LGMay 9, 2022

Should attention be all we need? The epistemic and ethical implications of unification in machine learning

arXiv:2205.08377v112 citationsh-index: 6
Originality Synthesis-oriented
AI Analysis

This work critiques a foundational trend in ML for researchers and practitioners, highlighting potential negative impacts on diversity and ethics, but it is incremental as it builds on existing philosophical and ethical discussions without introducing new methods or data.

The paper examines the epistemic and ethical implications of unifying machine learning around transformer architectures, arguing that such unification introduces risks like methodological diversity loss and power centralization, without presenting new empirical results or concrete numbers.

"Attention is all you need" has become a fundamental precept in machine learning research. Originally designed for machine translation, transformers and the attention mechanisms that underpin them now find success across many problem domains. With the apparent domain-agnostic success of transformers, many researchers are excited that similar model architectures can be successfully deployed across diverse applications in vision, language and beyond. We consider the benefits and risks of these waves of unification on both epistemic and ethical fronts. On the epistemic side, we argue that many of the arguments in favor of unification in the natural sciences fail to transfer over to the machine learning case, or transfer over only under assumptions that might not hold. Unification also introduces epistemic risks related to portability, path dependency, methodological diversity, and increased black-boxing. On the ethical side, we discuss risks emerging from epistemic concerns, further marginalizing underrepresented perspectives, the centralization of power, and having fewer models across more domains of application

Foundations

The foundational work for this paper's niche, ranked by how specifically the neighbourhood builds on it — not by global fame.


Repeat the records below in their entirety, exactly.
*** Opening of PROVIDED RECORDS ***
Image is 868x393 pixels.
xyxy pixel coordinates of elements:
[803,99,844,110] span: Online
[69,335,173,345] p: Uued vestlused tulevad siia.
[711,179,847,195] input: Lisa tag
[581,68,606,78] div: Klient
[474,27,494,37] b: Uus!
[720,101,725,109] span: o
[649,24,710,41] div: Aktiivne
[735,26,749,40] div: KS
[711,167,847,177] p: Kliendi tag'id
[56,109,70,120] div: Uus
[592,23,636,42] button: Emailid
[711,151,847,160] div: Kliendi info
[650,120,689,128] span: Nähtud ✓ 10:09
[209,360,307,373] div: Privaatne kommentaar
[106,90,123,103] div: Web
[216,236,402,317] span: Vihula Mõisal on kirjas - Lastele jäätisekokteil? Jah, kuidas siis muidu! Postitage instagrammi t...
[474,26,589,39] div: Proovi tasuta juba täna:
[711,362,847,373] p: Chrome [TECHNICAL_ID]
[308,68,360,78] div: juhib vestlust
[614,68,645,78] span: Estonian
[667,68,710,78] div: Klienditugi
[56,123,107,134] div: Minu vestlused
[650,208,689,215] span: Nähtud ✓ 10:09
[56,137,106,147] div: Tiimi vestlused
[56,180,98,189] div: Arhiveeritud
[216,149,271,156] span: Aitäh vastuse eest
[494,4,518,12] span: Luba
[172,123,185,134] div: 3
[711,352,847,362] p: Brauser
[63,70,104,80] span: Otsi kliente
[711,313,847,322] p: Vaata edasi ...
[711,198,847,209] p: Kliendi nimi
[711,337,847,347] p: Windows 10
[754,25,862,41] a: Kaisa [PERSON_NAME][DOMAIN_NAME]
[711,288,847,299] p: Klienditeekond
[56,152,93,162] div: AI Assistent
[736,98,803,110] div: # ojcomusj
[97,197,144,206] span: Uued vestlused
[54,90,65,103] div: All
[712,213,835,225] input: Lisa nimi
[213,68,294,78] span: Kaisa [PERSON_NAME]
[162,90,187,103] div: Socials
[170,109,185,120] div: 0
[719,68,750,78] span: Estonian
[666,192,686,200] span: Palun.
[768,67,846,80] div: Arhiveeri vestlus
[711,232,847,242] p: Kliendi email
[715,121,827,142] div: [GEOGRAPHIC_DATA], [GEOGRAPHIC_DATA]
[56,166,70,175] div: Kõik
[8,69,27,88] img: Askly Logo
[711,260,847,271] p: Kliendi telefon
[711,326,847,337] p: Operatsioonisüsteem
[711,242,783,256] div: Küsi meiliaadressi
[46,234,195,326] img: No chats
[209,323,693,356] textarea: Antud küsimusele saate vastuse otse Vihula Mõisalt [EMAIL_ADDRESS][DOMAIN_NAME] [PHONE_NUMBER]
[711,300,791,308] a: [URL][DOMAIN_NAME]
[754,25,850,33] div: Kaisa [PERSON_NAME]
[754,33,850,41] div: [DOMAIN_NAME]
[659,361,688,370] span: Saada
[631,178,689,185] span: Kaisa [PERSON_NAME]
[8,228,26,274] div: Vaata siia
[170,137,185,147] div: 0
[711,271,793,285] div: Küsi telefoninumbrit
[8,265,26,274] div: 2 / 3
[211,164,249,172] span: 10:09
*** Close of PROVIDED RECORDS ***
= RESULT OF THE TASK =
Image is 868x393 pixels.
xyxy pixel coordinates of elements:
[803,99,844,110] span: Online
[69,335,173,345] p: Uued vestlused tulevad siia.
[711,179,847,195] input: Lisa tag
[581,68,606,78] div: Klient
[474,27,494,37] b: Uus!
[720,101,725,109] span: o
[649,24,710,41] div: Aktiivne
[735,26,749,40] div: KS
[711,167,847,177] p: Kliendi tag'id
[56,109,70,120] div: Uus
[592,23,636,42] button: Emailid
[711,151,847,160] div: Kliendi info
[650,120,689,128] span: Nähtud ✓ 10:09
[209,360,307,373] div: Privaatne kommentaar
[106,90,123,103] div: Web
[216,236,402,317] span: Vihula Mõisal on kirjas - Lastele jäätisekokteil? Jah, kuidas siis muidu! Postitage instagrammi t...
[474,26,589,39] div: Proovi tasuta juba täna:
[711,362,847,373] p: Chrome [TECHNICAL_ID]
[308,68,360,78] div: juhib vestlust
[614,68,645,78] span: Estonian
[667,68,710,78] div: Klienditugi
[56,123,107,134] div: Minu vestlused
[650,208,689,215] span: Nähtud ✓ 10:09
[56,137,106,147] div: Tiimi vestlused
[56,180,98,189] div: Arhiveeritud
[216,149,271,156] span: Aitäh vastuse eest
[494,4,518,12] span: Luba
[172,123,185,134] div: 3
[711,352,847,362] p: Brauser
[63,70,104,80] span: Otsi kliente
[711,313,847,322] p: Vaata edasi ...
[711,198,847,209] p: Kliendi nimi
[711,337,847,347] p: Windows 10
[754,25,862,41] a: Kaisa [PERSON_NAME][DOMAIN_NAME]
[711,288,847,299] p: Klienditeekond
[56,152,93,162] div: AI Assistent
[736,98,803,110] div: # ojcomusj
[97,197,144,206] span: Uued vestlused
[54,90,65,103] div: All
[712,213,835,225] input: Lisa nimi
[213,68,294,78] span: Kaisa [PERSON_NAME]
[162,90,187,103] div: Socials
[170,109,185,120] div: 0
[719,68,750,78] span: Estonian
[666,192,686,200] span: Palun.
[768,67,846,80] div: Arhiveeri vestlus
[711,232,847,242] p: Kliendi email
[715,121,827,142] div: [GEOGRAPHIC_DATA], [GEOGRAPHIC_DATA]
[56,166,70,175] div: Kõik
[8,69,27,88] img: Askly Logo
[711,260,847,271] p: Kliendi telefon
[711,326,847,337] p: Operatsioonisüsteem
[711,242,783,256] div: Küsi meiliaadressi
[46,234,195,326] img: No chats
[209,323,693,356] textarea: Antud küsimusele saate vastuse otse Vihula Mõisalt [EMAIL_ADDRESS][DOMAIN_NAME] [PHONE_NUMBER]
[711,300,791,308] a: [URL][DOMAIN_NAME]
[754,25,850,33] div: Kaisa [PERSON_NAME]
[754,33,850,41] div: [DOMAIN_NAME]
[659,361,688,370] span: Saada
[631,178,689,185] span: Kaisa [PERSON_NAME]
[8,228,26,274] div: Vaata siia
[170,137,185,147] div: 0
[711,271,793,285] div: Küsi telefoninumbrit
[8,265,26,274] div: 2 / 3
[211,164,249,172] span: 10:09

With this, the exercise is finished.